When we got married, surrounded by our immediate families on a dock behind PNC Park, my father did not "give" me away. In fact, my mom stood next to me and he stood next to her.
Nope, I didn't wear white! |
Rubin explains that the exchange of women in marriage by men is one of the founding principles of society - all the way back to way back when. Women, given as "gifts" from one man of one family to another man of another family, helped to create alliances, right wrongs, etc. Basically, to build networks of kin that serve as the basis for civilization. The notion that a father "gives" his daughter away in marriage, then, is not the innocuous, sweet tradition that people would claim it is. Rather it harkens back to one of the oldest bases of women's oppression by men.
Brad didn't ask my dad if he could marry me b/c, well, he was young and dumb and undoubtedly didn't know much of anything about the conventions of marriage proposal beyond "get down on one knee." But the important fact is that neither Brad nor myself needed permission - from my father or anyone - to get married. We were both capable adults.
As for the wedding ceremony, I wasn't my father's to give away in the first place. I'm an autonomous being, whether married or unmarried. The notion that a woman belongs first to her father and then to her husband initiates in me a gag reflex so strong I can barely describe it. And it probably does for most other people, too. Well, that's precisely what we're okay-ing when we okay things like giving away the bride. And don't tell me about how it's a nice tradition and convention blah blah blah. The ideology that underlies this (and so many others) tradition is detrimental to women and relationships, sexist, and just plan wrong.
And perpetuating such a tradition, like it or not, perpetuates the ideology that objectifies women and subordinates them to men - the fact that it's hidden from view, that we don't think of it as being rooted in anything other than ceremony, is precisely why it's so effective in country that, today, prides itself on its equality. I'm all for tradition when it's equitable and reasonable. But when it isn't, I'm sorry: it's got to go.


**Exercise brief:** In the entries below, find the lines that include "supersonic" and give their number as the whole reply.

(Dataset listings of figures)
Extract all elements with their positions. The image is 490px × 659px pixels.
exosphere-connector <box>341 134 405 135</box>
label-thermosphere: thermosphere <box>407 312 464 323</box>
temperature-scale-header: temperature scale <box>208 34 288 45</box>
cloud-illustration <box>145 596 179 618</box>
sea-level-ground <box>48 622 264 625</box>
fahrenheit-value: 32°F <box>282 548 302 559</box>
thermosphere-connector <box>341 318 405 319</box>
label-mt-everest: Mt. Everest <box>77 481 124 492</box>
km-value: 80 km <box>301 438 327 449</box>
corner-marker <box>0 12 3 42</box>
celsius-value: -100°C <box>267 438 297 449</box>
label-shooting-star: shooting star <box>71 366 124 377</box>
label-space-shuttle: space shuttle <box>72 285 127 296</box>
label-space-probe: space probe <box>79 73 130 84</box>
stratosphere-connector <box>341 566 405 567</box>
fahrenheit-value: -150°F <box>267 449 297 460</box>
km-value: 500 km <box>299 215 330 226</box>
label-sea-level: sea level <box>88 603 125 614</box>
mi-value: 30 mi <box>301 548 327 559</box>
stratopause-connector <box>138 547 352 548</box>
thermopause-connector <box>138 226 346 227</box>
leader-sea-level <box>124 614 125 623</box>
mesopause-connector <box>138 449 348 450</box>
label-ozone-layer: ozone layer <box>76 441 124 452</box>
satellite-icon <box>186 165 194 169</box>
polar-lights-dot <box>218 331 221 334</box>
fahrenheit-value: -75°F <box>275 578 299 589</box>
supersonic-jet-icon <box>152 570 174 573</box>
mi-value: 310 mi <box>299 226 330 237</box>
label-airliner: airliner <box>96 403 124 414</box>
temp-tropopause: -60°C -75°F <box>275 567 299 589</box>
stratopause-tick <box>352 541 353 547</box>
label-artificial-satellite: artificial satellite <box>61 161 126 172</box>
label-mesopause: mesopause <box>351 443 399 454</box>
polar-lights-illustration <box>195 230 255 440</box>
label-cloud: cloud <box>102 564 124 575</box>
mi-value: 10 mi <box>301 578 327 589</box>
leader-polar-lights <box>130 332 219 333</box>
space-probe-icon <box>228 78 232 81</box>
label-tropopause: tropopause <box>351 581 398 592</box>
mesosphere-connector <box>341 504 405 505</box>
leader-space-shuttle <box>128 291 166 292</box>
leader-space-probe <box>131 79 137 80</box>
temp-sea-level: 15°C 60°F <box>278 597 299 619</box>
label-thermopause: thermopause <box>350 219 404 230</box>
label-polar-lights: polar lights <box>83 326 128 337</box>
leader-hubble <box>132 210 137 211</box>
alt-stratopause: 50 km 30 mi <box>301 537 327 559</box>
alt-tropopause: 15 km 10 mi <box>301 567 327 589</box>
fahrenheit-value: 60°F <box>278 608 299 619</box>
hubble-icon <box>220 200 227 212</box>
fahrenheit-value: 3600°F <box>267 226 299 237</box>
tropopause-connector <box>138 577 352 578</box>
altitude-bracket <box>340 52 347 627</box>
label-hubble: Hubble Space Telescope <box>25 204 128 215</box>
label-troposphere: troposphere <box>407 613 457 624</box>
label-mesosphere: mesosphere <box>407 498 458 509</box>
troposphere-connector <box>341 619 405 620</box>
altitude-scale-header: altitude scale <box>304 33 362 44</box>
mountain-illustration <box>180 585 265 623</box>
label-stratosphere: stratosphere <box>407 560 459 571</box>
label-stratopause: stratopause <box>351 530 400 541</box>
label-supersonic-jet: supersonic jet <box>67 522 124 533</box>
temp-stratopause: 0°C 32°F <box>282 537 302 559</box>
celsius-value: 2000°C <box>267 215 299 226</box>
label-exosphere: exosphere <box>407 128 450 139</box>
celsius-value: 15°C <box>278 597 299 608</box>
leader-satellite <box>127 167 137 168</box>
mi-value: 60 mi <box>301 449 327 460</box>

**Answer to this task:** 2